There is much that is familiar about Andrew Upton’s reworking of Three Sisters at The Drama Theatre, and much that is profoundly strange. There are the sisters alright — Olga Prozorov, at 28 the eldest, a provincial school teacher; Masha, short tempered, disappointed in marriage; Irina, youngest and desperate to return to Moscow and taste true freedom. But the time is Now, or thereabouts, not the 19th century. Duels can no longer be picked and fought. The town’s garrison doesn’t march out of town to a jaunty band.

Spring Awakening

Music by Duncan Sheik. Book & Lyrics by Steven Sater. Based upon the play by Frank Wedekind. Directed by Hayley Horton. Stirling Community Theatre, Stirling.

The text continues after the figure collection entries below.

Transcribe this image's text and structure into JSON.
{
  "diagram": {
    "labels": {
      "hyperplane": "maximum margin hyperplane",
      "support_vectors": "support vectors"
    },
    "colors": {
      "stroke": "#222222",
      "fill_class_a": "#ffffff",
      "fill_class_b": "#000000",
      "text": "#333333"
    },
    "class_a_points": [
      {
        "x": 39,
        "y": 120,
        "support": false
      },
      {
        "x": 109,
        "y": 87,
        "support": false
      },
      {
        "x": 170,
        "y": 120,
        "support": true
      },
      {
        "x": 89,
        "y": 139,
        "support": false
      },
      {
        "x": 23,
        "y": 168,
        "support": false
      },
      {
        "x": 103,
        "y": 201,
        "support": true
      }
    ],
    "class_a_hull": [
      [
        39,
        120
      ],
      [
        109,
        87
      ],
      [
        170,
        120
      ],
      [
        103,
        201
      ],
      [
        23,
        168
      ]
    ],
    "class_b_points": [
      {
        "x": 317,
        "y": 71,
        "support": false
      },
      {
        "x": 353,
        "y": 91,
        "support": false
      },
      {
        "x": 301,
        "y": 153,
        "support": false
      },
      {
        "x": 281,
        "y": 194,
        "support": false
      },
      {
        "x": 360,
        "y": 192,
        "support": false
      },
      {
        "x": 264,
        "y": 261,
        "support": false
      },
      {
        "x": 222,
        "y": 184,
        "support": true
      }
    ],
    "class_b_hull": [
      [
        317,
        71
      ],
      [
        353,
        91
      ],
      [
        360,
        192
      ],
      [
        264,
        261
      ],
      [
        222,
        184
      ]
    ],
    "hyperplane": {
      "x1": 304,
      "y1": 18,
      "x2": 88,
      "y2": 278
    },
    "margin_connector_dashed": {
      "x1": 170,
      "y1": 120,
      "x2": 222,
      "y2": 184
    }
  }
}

November 10-25, 2017

Looking back over their incredible 45-year history of putting on shows in South Australia (which is detailed in an exhaustive list at the back of the program for their latest production), one thing that the Hills Musical Company deserves to be praised for is their willingness to take risks in choosing material.

Chicago

Music by John Kander. Lyrics by Fred Ebb. Book by Fred Ebb and Bob Fosse. Fab Nobs Theatre Inc. 33 Industrial Place, Bayswater (Vic). Oct 27 – Nov 18, 2017.

Welcome to the 1920’s era of booze, jazz, murder, greed, corruption… (well, you know the rest! Jazz hands!).  

For their final season of the year, Fab Nobs present Chicago, a musical that requires all performers to be triple threats in order to maintain the fervent musical numbers and stylized flair of the script.